For over half a century, her voice has become synonymous with the holiday season.
This Saturday, Darlene Love presents “Love for the Holidays” to benefit Wolf Trap.
“This is my time of the year that I’m usually bouncing from one theater to the other, from city to city, from state to state doing my Christmas shows,” Love told WTOP. “This year was like, ‘What are we going to do, guys?’ … My agent said, ‘Why don’t we do a virtual Christmas show?’ … We’ll have a director, lights, costumes, the whole thing.”
The 14-hour shoot was filmed at Sony Hall in New York City. Wolf Trap will stream it for 48 hours with a portion benefiting the Wolf Trap Foundation for the Performing Arts.
“Everybody will be able to see it at one time,” Love said. “Those of you who can get together to see my Christmas shows can do it in the privacy of their own homes.”
It was a long journey for Love to become dubbed “The Christmas Queen.”
Born in Los Angeles in 1941, she grew up singing in the church choir.
“My father was a minister,” Love said. “We were in the church from morning to night. … We always did a program for our services on Christmas where we sung all of the Christmas songs. Never did I ever dream my life would take a turn and I started singing secular music and singing all of those Christmas songs for a record producer.”
She was discovered by Phil Spector as part of the doo-wop group The Blossoms.
“As a backup singer with The Blossoms … I worked with Phil Spector’s partner Lester Still,” Love said. “He said his partner was coming to California and wanted to record. … So I said, ‘Sure.’ … We went into the studio along with what they call now the Wrecking Crew, that band that Phil used for everything, and we recorded ‘He’s a Rebel.'”
Her vocals landed on countless hits: The Ronettes’ “Be My Baby,” Bobby Pickett’s “Monster Mash,” Sam Cooke’s “Chain Gang,” Frank Sinatra’s “That’s Life” and The Crystals’ “He’s Sure the Boy I Love,” which was supposed to be Love’s solo debut.
“It was supposed to be my record and Phil changed his mind at the last minute,” Love said. “Now, The Crystals’ first record, ‘He’s a Rebel,’ I knew was going to be theirs, I didn’t like the song anyway and I said, ‘It probably won’t sell more than one copy anyway, so I’ll do it if you pay me.’ Here we are!

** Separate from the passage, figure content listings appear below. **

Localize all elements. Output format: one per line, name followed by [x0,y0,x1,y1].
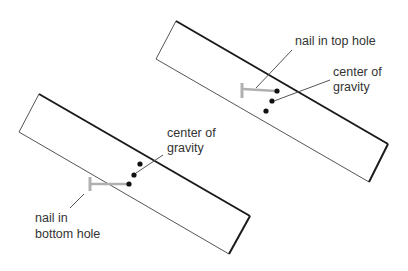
bottom-cog-label-line1: center of [167,126,216,140]
top-cog-label-line1: center of [333,65,382,79]
diagram-canvas: nail in top hole center of gravity cent [0,0,408,271]
bottom-nail-label-line1: nail in [35,211,68,225]
bottom-board: center of gravity nail in bottom hole [19,94,250,254]
bottom-cog-dot [131,172,136,177]
bottom-nail-label-line2: bottom hole [35,227,100,241]
bottom-board-right-edge [229,216,250,254]
top-bottom-hole-dot [263,108,268,113]
bottom-nail-icon [90,177,128,191]
top-board: nail in top hole center of gravity [156,21,388,182]
top-nail-label: nail in top hole [295,34,376,48]
bottom-board-left-edge [19,94,39,132]
bottom-cog-label-line2: gravity [167,141,205,155]
bottom-nail-leader [70,194,84,208]
top-cog-label-line2: gravity [333,80,371,94]
bottom-hole-dot [126,181,131,186]
bottom-board-top-edge [39,94,250,216]
top-board-left-edge [156,21,176,59]
top-nail-leader [256,50,292,88]
bottom-top-hole-dot [137,161,142,166]
top-cog-dot [269,98,274,103]
top-board-right-edge [369,144,388,182]
top-hole-dot [274,88,279,93]
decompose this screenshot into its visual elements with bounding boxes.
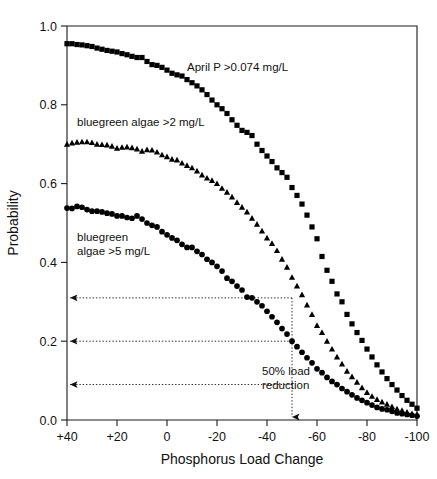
data-point bbox=[214, 102, 219, 107]
data-point bbox=[224, 275, 230, 281]
data-point bbox=[299, 292, 305, 298]
data-point bbox=[369, 393, 375, 399]
y-tick-label: 0.8 bbox=[40, 98, 57, 112]
data-point bbox=[134, 213, 140, 219]
data-point bbox=[329, 279, 334, 284]
data-point bbox=[214, 263, 220, 269]
data-point bbox=[269, 159, 274, 164]
y-axis-ticks: 0.00.20.40.60.81.0 bbox=[40, 20, 67, 428]
data-point bbox=[174, 237, 180, 243]
data-point bbox=[114, 213, 120, 219]
data-point bbox=[229, 117, 234, 122]
data-point bbox=[314, 236, 319, 241]
data-point bbox=[79, 139, 85, 145]
data-point bbox=[194, 168, 200, 174]
data-point bbox=[179, 241, 185, 247]
data-point bbox=[304, 302, 310, 308]
data-point bbox=[379, 406, 385, 412]
data-point bbox=[109, 49, 114, 54]
x-tick-label: 0 bbox=[164, 430, 171, 444]
data-point bbox=[409, 402, 414, 407]
data-point bbox=[294, 193, 299, 198]
data-point bbox=[244, 294, 250, 300]
data-point bbox=[394, 387, 399, 392]
data-point bbox=[199, 252, 205, 258]
data-point bbox=[219, 106, 224, 111]
data-point bbox=[164, 232, 170, 238]
data-point bbox=[109, 143, 115, 149]
data-point bbox=[199, 172, 205, 178]
data-point bbox=[374, 396, 380, 402]
data-point bbox=[164, 154, 170, 160]
data-point bbox=[249, 295, 255, 301]
data-point bbox=[234, 199, 240, 205]
load-reduction-annotation: 50% load reduction bbox=[262, 365, 310, 391]
data-point bbox=[179, 73, 184, 78]
y-tick-label: 0.6 bbox=[40, 177, 57, 191]
series-label-april-p: April P >0.074 mg/L bbox=[187, 61, 289, 73]
data-point bbox=[94, 45, 99, 50]
data-point bbox=[359, 397, 365, 403]
data-point bbox=[309, 360, 315, 366]
data-point bbox=[274, 165, 279, 170]
x-axis-title: Phosphorus Load Change bbox=[161, 451, 324, 467]
data-point bbox=[79, 42, 84, 47]
data-point bbox=[339, 361, 345, 367]
data-point bbox=[299, 349, 305, 355]
data-point bbox=[209, 260, 215, 266]
data-point bbox=[69, 206, 75, 212]
data-point bbox=[89, 139, 95, 145]
data-point bbox=[294, 283, 300, 289]
data-point bbox=[259, 228, 265, 234]
data-point bbox=[184, 245, 190, 251]
data-point bbox=[384, 376, 389, 381]
data-point bbox=[254, 142, 259, 147]
data-point bbox=[169, 235, 175, 241]
data-point bbox=[139, 55, 144, 60]
data-point bbox=[134, 146, 140, 152]
data-point bbox=[354, 379, 360, 385]
data-point bbox=[389, 382, 394, 387]
data-point bbox=[254, 221, 260, 227]
data-point bbox=[289, 338, 295, 344]
data-point bbox=[84, 43, 89, 48]
data-point bbox=[324, 338, 330, 344]
data-point bbox=[174, 157, 180, 163]
data-point bbox=[289, 185, 294, 190]
data-point bbox=[74, 204, 80, 210]
data-point bbox=[269, 240, 275, 246]
y-tick-label: 0.2 bbox=[40, 335, 57, 349]
data-point bbox=[404, 412, 410, 418]
data-point bbox=[69, 41, 74, 46]
data-point bbox=[279, 256, 285, 262]
data-point bbox=[404, 398, 409, 403]
data-point bbox=[194, 249, 200, 255]
data-point bbox=[154, 224, 160, 230]
data-point bbox=[284, 175, 289, 180]
data-point bbox=[104, 48, 109, 53]
data-point bbox=[304, 213, 309, 218]
data-point bbox=[99, 47, 104, 52]
plot-frame bbox=[67, 26, 417, 420]
data-point bbox=[144, 59, 149, 64]
data-point bbox=[279, 170, 284, 175]
data-point bbox=[239, 128, 244, 133]
data-point bbox=[84, 139, 90, 145]
x-tick-label: +40 bbox=[56, 430, 77, 444]
data-point bbox=[374, 362, 379, 367]
data-point bbox=[149, 223, 155, 229]
data-point bbox=[309, 224, 314, 229]
data-point bbox=[89, 44, 94, 49]
x-tick-label: -80 bbox=[358, 430, 376, 444]
chart-figure: 0.00.20.40.60.81.0 +40+200-20-40-60-80-1… bbox=[0, 0, 437, 479]
data-point bbox=[94, 141, 100, 147]
data-point bbox=[249, 215, 255, 221]
data-point bbox=[124, 52, 129, 57]
data-point bbox=[229, 278, 235, 284]
data-point bbox=[329, 379, 335, 385]
y-tick-label: 1.0 bbox=[40, 20, 57, 34]
data-point bbox=[64, 41, 69, 46]
data-point bbox=[144, 147, 150, 153]
data-point bbox=[119, 213, 125, 219]
load-reduction-line2: reduction bbox=[262, 379, 309, 391]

Who knew 50-some-plus years later?”
She finally got her own spotlight for “Christmas (Baby Please Come Home)” in 1963.
“We didn’t know what Phil was doing when he said he was going to do a rock ‘n’ roll Christmas album,” Love said. “You had Bing Crosby and all those guys singing ‘Silent Night’ and ‘Winter Wonderland’ very beautiful, but then Phil Spector was going to make them all rock ‘n’ roll songs. … Everybody sat around with their mouths wide open.”
Soon, she was invited to sing the song every year on “The Late Show with David Letterman” at the urging of band leader Paul Shaffer, who played Spector in the Broadway musical “Leader of the Pack,” in which Love played herself on stage.
“He invited David down to see the show one night, and the next night, David said to Paul, ‘We need to get that girl down here on my show to sing that Christmas song,'” Love said. “Every year for 29 years I sung that one song on the Letterman show. … We made a deal with them: ‘I won’t sing this song for anybody else. I’ll do it here first.'”
She also famously played Danny Glover’s wife in the “Lethal Weapon” franchise.
“The agent of the casting director for that movie was a Darlene Love fan,” Love said. “He said, ‘Would you do a movie with Danny Glover and Mel Gibson?’ … They wanted a Black actress who was not that famous, one that’s always in the same movies and you see them every time in a movie. I was just in the right place at the right time.”
In 2001, she was finally inducted into the Rock & Roll Hall of Fame by Bette Midler during a ceremony where she memorably performed with Bruce Springsteen.
“I knew he was coming, but I didn’t know when,” Love said. “I knew he was going to play in ‘Zippity Doo Dah,’ he loves that guitar solo, but that guitar just sat there all night. When I got on the stage, Bruce appeared and started playing and I went, ‘This is way over my head, guys!’ … The night I was inducted … I was crying so hard.”
She even took the Oscar stage to celebrate a win for the documentary “20 Feet From Stardom” (2013), which brilliantly chronicled the work of backup singers like herself.
“That was such an honor,” Love said. “[Filmmaker Morgan Neville] was watching a show and he saw a girl singing background and he said, ‘I wonder what their story is?’ It’s amazing how things like that happen. It ended up winning an Academy Award also and winning a Grammy. … Those are things that you can’t even wish for.”
Listen to our full conversation here.